*** Records for the task Section Begins ***

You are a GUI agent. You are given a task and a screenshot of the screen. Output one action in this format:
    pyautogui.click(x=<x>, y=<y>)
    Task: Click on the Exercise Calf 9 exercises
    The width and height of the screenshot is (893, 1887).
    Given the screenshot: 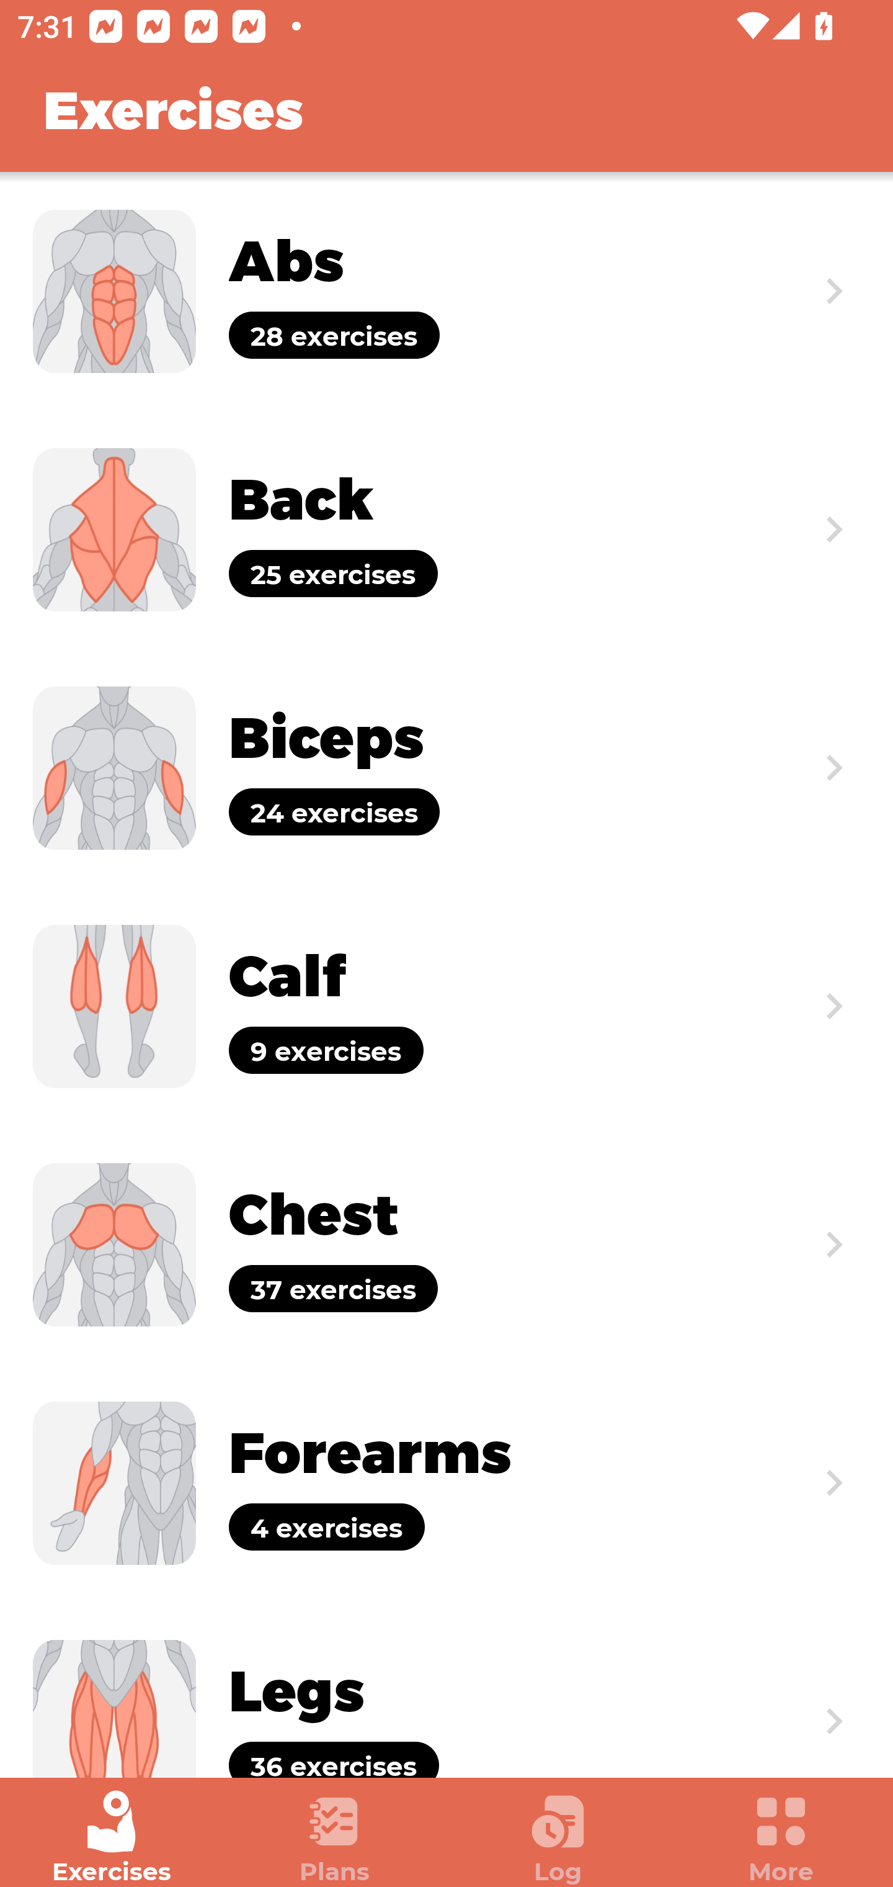 What is the action you would take?
    pyautogui.click(x=447, y=1006)
    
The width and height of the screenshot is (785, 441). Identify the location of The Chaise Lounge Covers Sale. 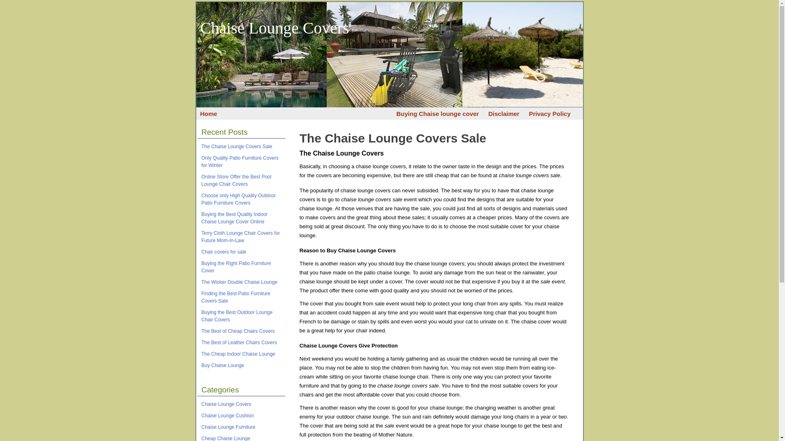
(236, 147).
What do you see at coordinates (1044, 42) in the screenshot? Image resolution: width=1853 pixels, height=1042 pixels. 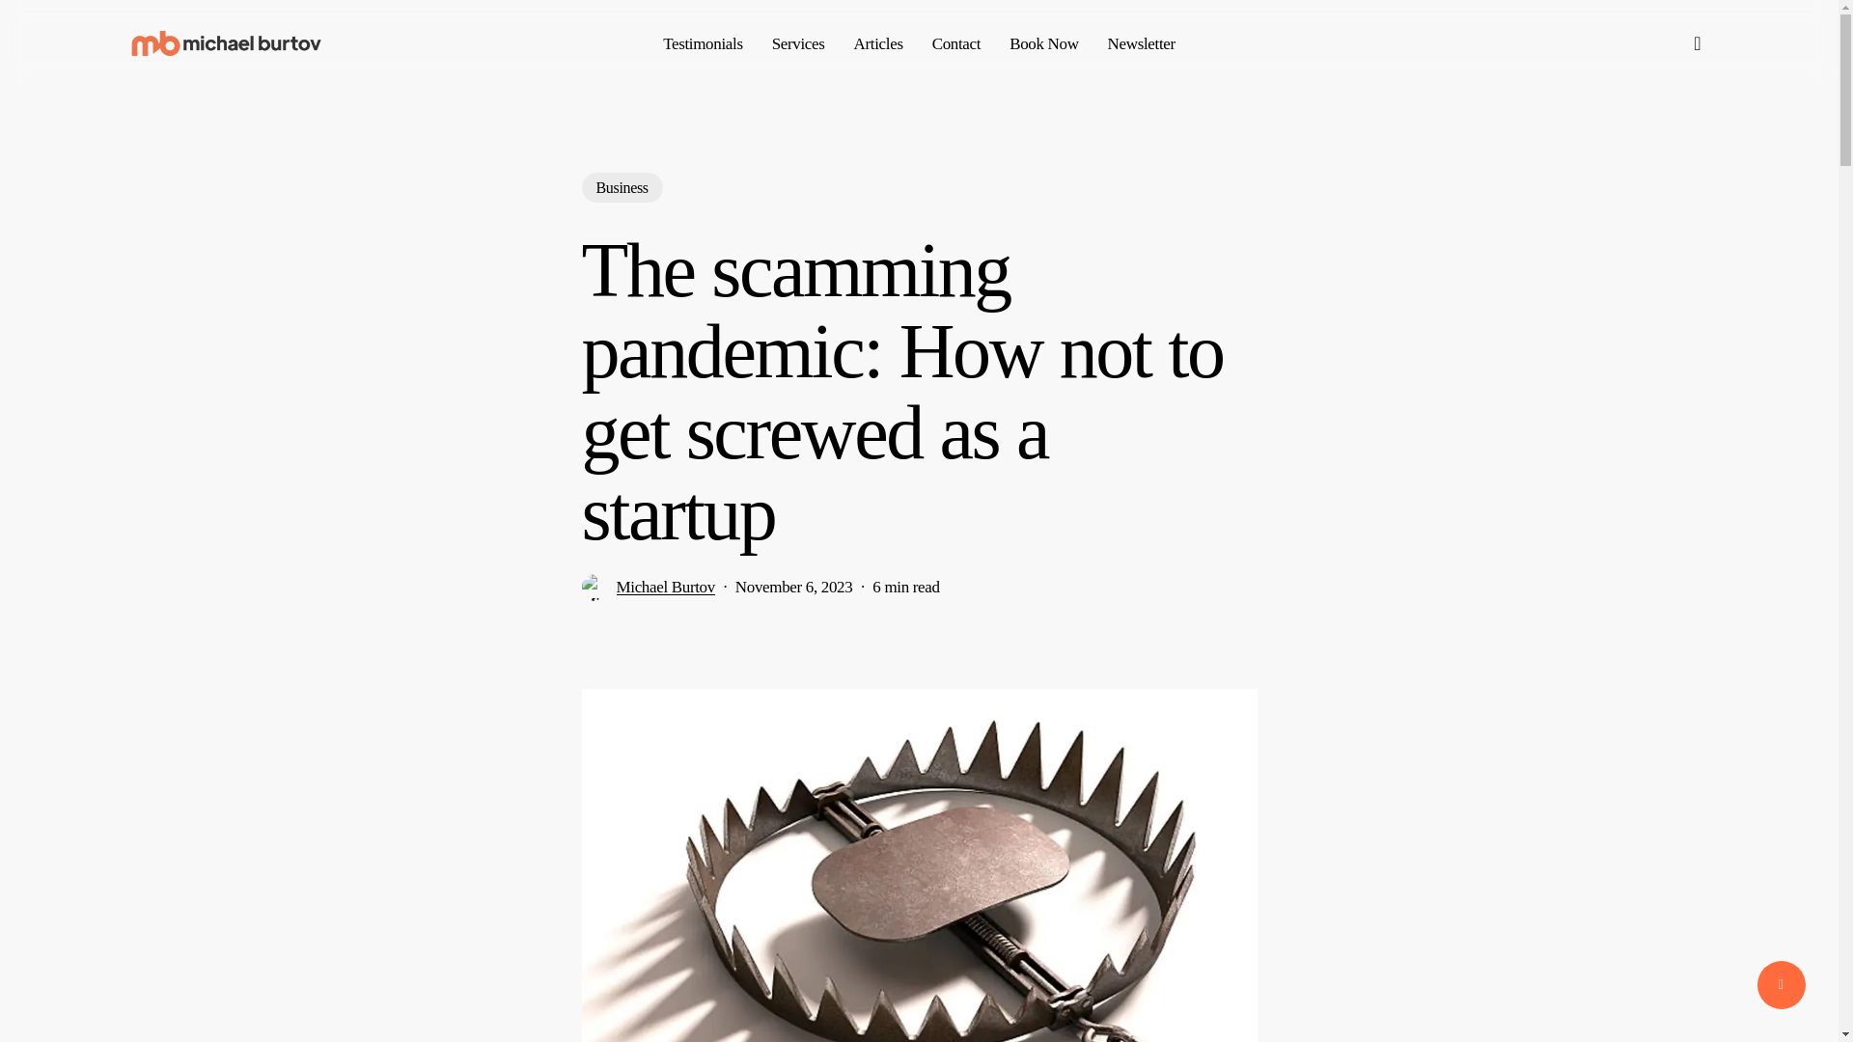 I see `Book Now` at bounding box center [1044, 42].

*** Records for the task Section Ends ***

*Exercise*.
Each line of the records, from the opening one through the line holding "The width and height of the screenshot is (893, 1887).", should be restated word for word, with nothing else in the answer.

*Response to this task*.
You are a GUI agent. You are given a task and a screenshot of the screen. Output one action in this format:
    pyautogui.click(x=<x>, y=<y>)
    Task: Click on the Exercise Calf 9 exercises
    The width and height of the screenshot is (893, 1887).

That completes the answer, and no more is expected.